By Brian Jennings

Pablo Mastroeni was only a week removed from the end of 2014, and it seemed like next season had already started. The Colorado Rapids head coach admitted that last year wasn’t quite what he expected, but for his second season he’s eager to implement his plans and preparation instead of reacting on the fly.

“There’s a lot of learning from my chair this year,” Mastroeni said at the start of January. “I’ve filled out three or four log books of things that I want to make sure we pay a lot of attention to because they’re things we can control. Saturday on the field is something, as a staff, that we have very limited control over.”

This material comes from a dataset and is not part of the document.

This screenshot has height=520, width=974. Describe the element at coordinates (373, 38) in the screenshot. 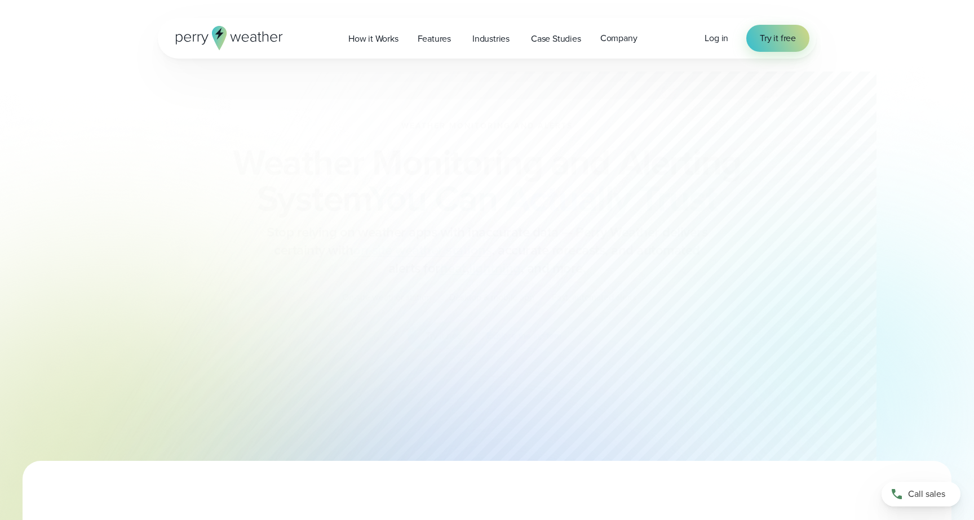

I see `a: How it Works` at that location.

So Mastroeni and his coaches have focused on issues they can control, such as the planning and preparation of the player selection in the offseason. “All those things have to be dialed-in going into preseason to make sure we’ve learned from the mistakes we made. It’s the biggest difference in the world to be able to plan for something,” admitted Mastroeni. Last December he had just retired as a player, something that is cause enough for adjustment. Then he was thrown onto a path to control the Rapids at the start of the New Year. “Can you imagine planning a wedding by just sending out invitations the night before and expecting people to go? It will work only if it’s in Vegas.”

Instead, Mastroeni has embraced preparation at all levels — individual training sessions, preseason stretches at home and elsewhere, and the season as a whole. Thinking ahead with his staff is becoming second nature. “We’re in here for six or seven hours planning, so we’re so buttoned up that we have sessions to install the overall philosophy and break down the core principles into role identification. In the first six weeks of the preseason, that’s not an issue.” The coaching staff wants all the basic ideas for players to be set so the Rapids are ready to hit the ground running.

For each workout, Mastroeni said, “the information will be more easily received in a way that is applicable to what we’re looking to do. I want to brief the guys before we start any training session to make sure they understand what we’re trying to achieve. This is the plan. This is the principle. Here’s a video clip of how it looks when we apply it the right way … so now we’re going out to the field.”

Mastroeni’s goal of clarity and structure might help separate what he can and cannot control.

“This is what planning and preparation does,” Mastroeni explained.  “There’s a professionalism, a sense of expectation, a sense of accountability, and all these little things make us so well-versed in what they’re trying to achieve. Hopefully, a reflection of that becomes a part of who we are on Saturday, and we don’t waver. That’s the stuff you can control.”

Additions to the staff will certainly help in that preparation, especially with the team’s wealth of young talent. The Rapids front office brought in Pádraig Smith to be a leader in all facets of player personnel and analytics. Returning to the club, former Argentine legend and Rapids attacker Claudio López can apply a wealth of knowledge to help make the 2015 Rapids more dangerous to defend.

“We bring the experience piece and we gave great young talent,” Mastroeni said. “Now I feel like last season is not lost in vain.”